The number of such closed factories were much higher in states like Maharashtra, the chief minister said.
The list of closed units being revived seems to be getting longer with Jessop, Dunlop, Indian Iron and Steel Company (IISCO) and now EMC getting back on their tracks.
At a time when not only Indian investors but global ones, including American, Japanese, British, French and Chinese, are also evincing interest in investing in the state, we have not forgotten the prosperous units of the past and are trying our best to revive them and bring back employment to those rendered jobless, Bhattacharjee said.
The chief minister also emphasised the importance of creating more manufacturing jobs in the state through the reopening of such units. IT jobs, he said, could cater only to the educated few.
EMC, owned earlier by the family of Union commerce and industry minister Kamal Nath, has three units in Bengal, at Beliaghata, Jessore Road and Agarpara, and another facility at Naini, Allahabad.
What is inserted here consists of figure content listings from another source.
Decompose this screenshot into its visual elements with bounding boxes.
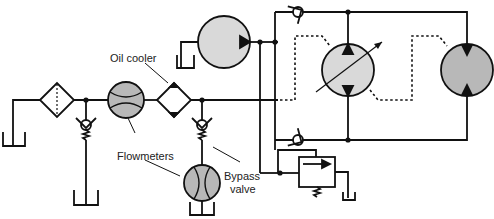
oil-cooler-label: Oil cooler (110, 52, 156, 64)
flowmeter-1-icon (108, 82, 144, 118)
charge-pump-icon (198, 16, 250, 68)
bypass-valve-label-line1: Bypass (224, 170, 260, 182)
relief-valve-icon (278, 150, 355, 200)
oil-cooler-icon (157, 83, 191, 117)
hydraulic-motor-icon (441, 44, 493, 96)
reservoir-5-icon (343, 192, 355, 200)
reservoir-left-icon (3, 100, 40, 146)
bypass-valve-label-line2: valve (230, 183, 256, 195)
filter-icon (40, 83, 74, 117)
check-valve-2-icon (192, 118, 212, 140)
flowmeters-label: Flowmeters (117, 150, 174, 162)
flowmeter-2-icon (184, 165, 220, 201)
reservoir-4-icon (177, 42, 198, 68)
variable-displacement-pump-icon (316, 42, 382, 96)
check-valve-1-icon (76, 118, 96, 140)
The revival package to BIFR was proposed by a group of industrialists Sunder Lal Dunger, Aditya Bagree, Manoj Toshniwal and Ramesh Chandra Bardia. The proposal envisages jobs to 500 workers, with 300 getting direct employment.
The quality of production is no longer the responsibility of the management but the trade unions will also have to take equal responsibility if such big engineering and manufacturing units are to be revived, Bhattacharjee said.
While the tower works at Beliaghata and Naini as well as the casting and forging facility at Agarpara will commence operations next month, the 10 acre plot on Jessore Road is yet to be developed.